African Americans in Chicago

African American figures and subjects continue to play a central role in the stories and scholarship offered by the Press. A number of recent releases highlight our commitment to publishing books on the African American experience in Chicago.

African Americans Chicago

Always the Queen

Denise LaSalle’s journey took her from rural Mississippi to the top of the chartsand a long reign as a southern soul superstar. Always the Queen is LaSalle’s in-her-own-words story of a lifetime in music, where her stage presence and earthy lyrics about relationships connected with generations of female fans. She also talks about her off-stage success as a record label owner, entrepreneur, and genre-crossing songwriter.

African Americans Chicago

The Merchant Prince of Black Chicago

Born to enslaved parents, Anthony Overton created a business empire that ranged from personal care products and media properties to insurance and finance. In The Merchant Prince of Black Chicago, Robert E. Weems Jr. weaves the life story of an African American trailblazer through the eventful history of his times, from mentorship by Booker T. Washington through Overton’s fame as the first African American to head a major conglomerate to his up-and-down fortunes during and after the Great Depression.

African Americans Chicago

Ebony Magazine and Lerone Bennett Jr.

Guided by Lerone Bennett Jr., the magazine’s senior editor and in-house historian, Ebony played a key part in educating millions of African Americans about their past. Bennett’s writing helped push representations of the African American past to the center of the nation’s cultural and political imagination. E. James West combines biography and cultural history to illuminate the intellectual role of the iconic magazine and its contribution to African American scholarship in Ebony Magazine and Lerone Bennett Jr.

Courage

Roots of the Black Chicago Renaissance

From the 1893 World’s Columbian Exposition to the start of the Great Depression, African Americans working across the landscape of the arts set the stage for an intellectual flowering that redefined black cultural life. In Roots of the Black Chicago Renaissance, Richard A. Courage and Christopher Robert Reed curate essays that unearth the transformative forces that supported the emergence of the individuals and social networks who became an African American cultural vanguard.

Brown

The Heart of a Woman

The Heart of a Woman is the first-ever biography of Florence B. Price, a composer whose career spanned both the Harlem and Chicago Renaissances, and the first African American woman to gain national recognition for her works. Through interviews and material from public and private archives, Rae Linda Brown illuminates Price’s major works and explores the depth of her achievement while tracing the composer’s personal life, teaching, and struggles.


Activity: Nothing but the lines from the one containing "This is a w=1024, h=768" through the end of the entries below should appear in your answer, transcribed exactly; please drop the pictures.

════

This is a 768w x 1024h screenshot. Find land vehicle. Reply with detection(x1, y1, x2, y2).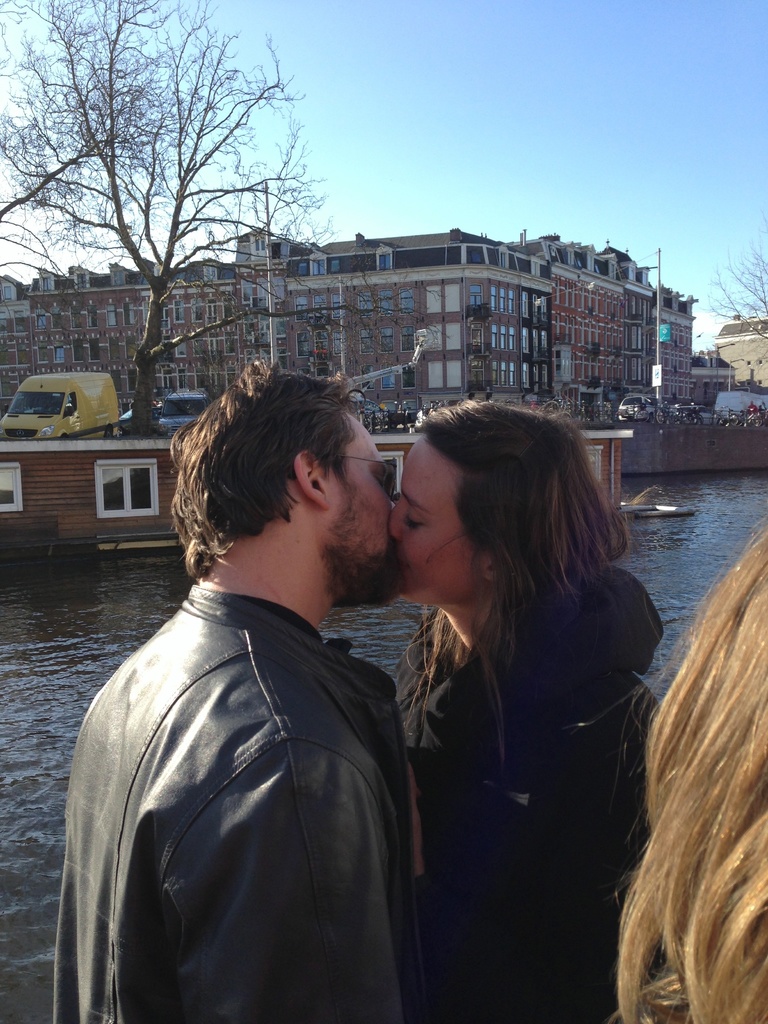
detection(15, 355, 127, 439).
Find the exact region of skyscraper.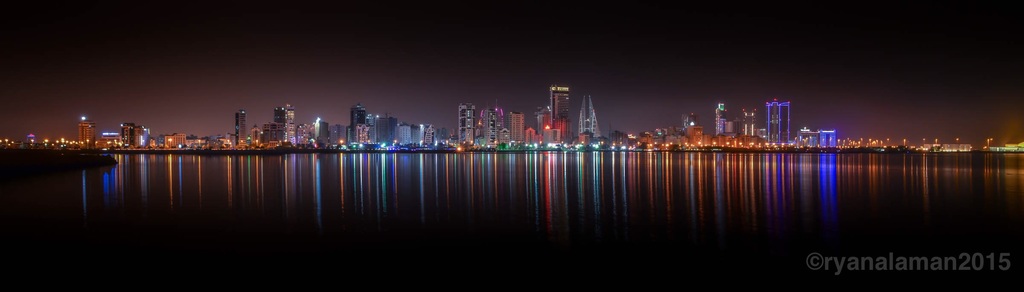
Exact region: detection(237, 112, 246, 148).
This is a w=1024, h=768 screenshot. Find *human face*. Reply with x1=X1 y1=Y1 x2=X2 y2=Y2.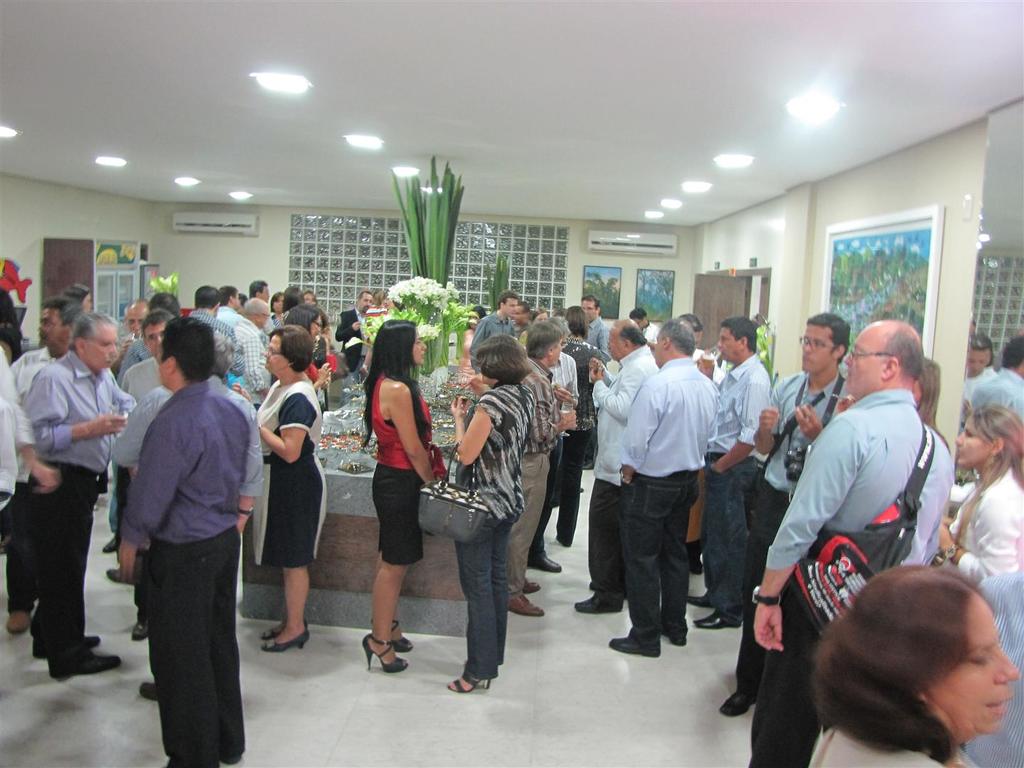
x1=610 y1=323 x2=625 y2=360.
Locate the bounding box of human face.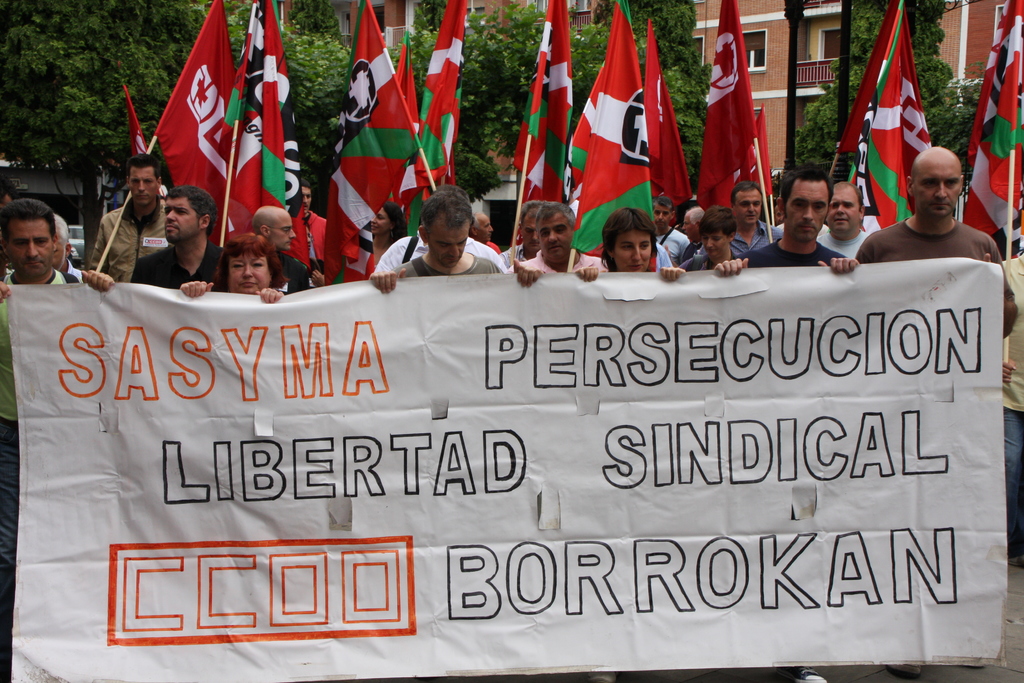
Bounding box: region(163, 197, 197, 242).
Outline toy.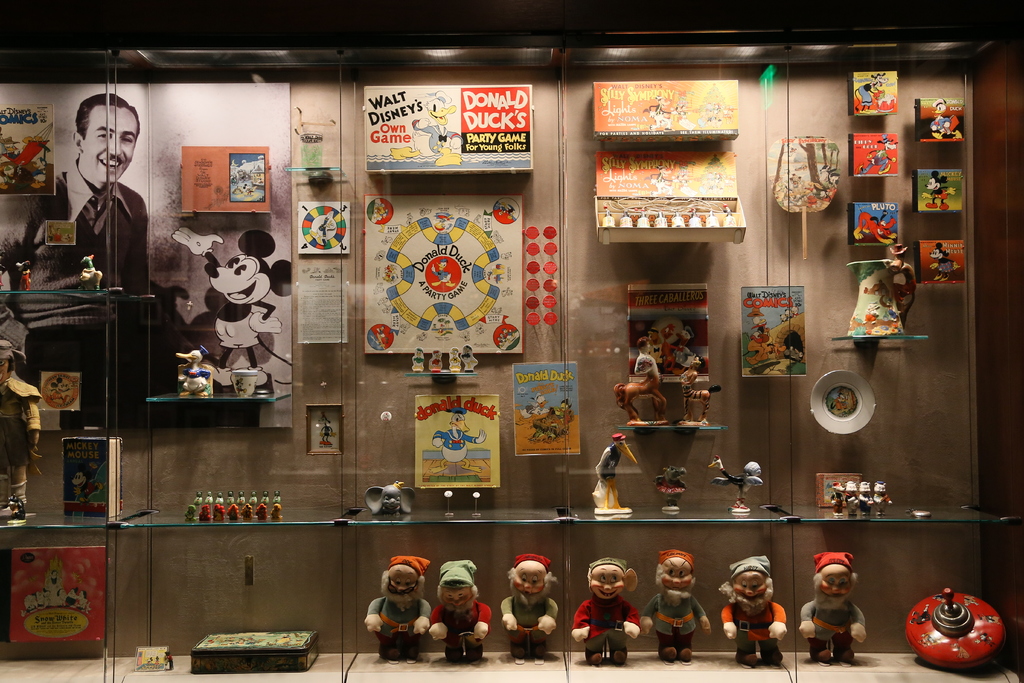
Outline: l=784, t=331, r=806, b=363.
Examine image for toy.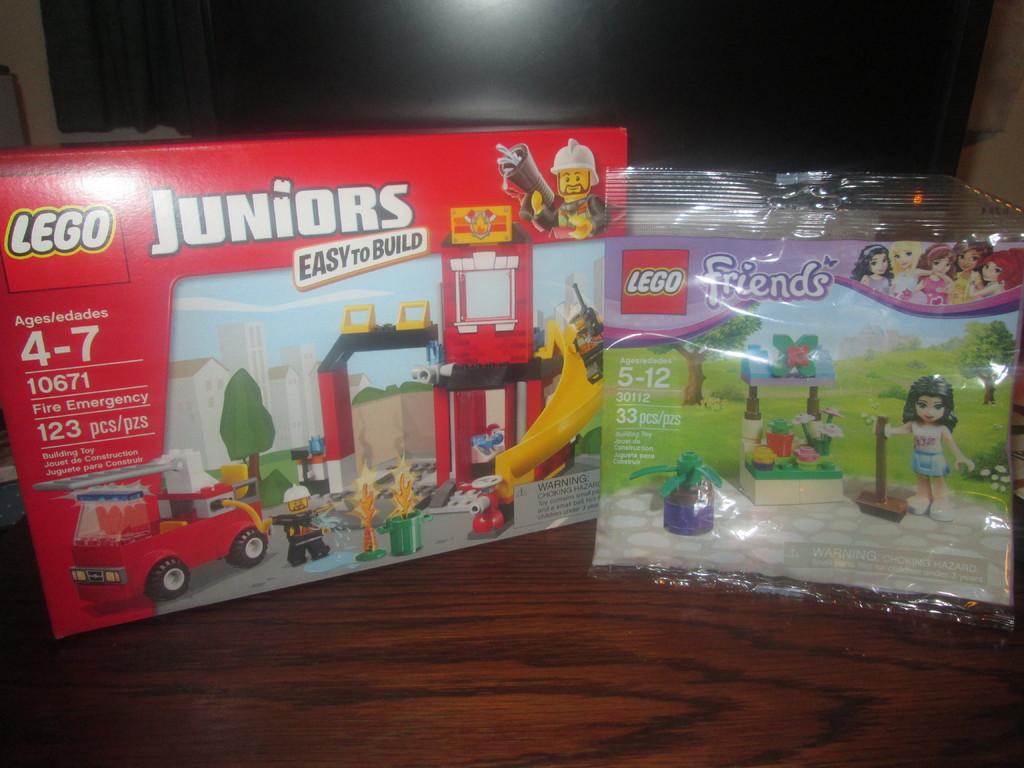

════

Response:
This is a w=1024, h=768 screenshot. Find *human face*. Reply with x1=X1 y1=Y1 x2=X2 y2=Y2.
x1=610 y1=323 x2=625 y2=360.
Locate the bounding box of human face.
Bounding box: region(163, 197, 197, 242).
Outline toy.
Outline: l=784, t=331, r=806, b=363.
Examine image for toy.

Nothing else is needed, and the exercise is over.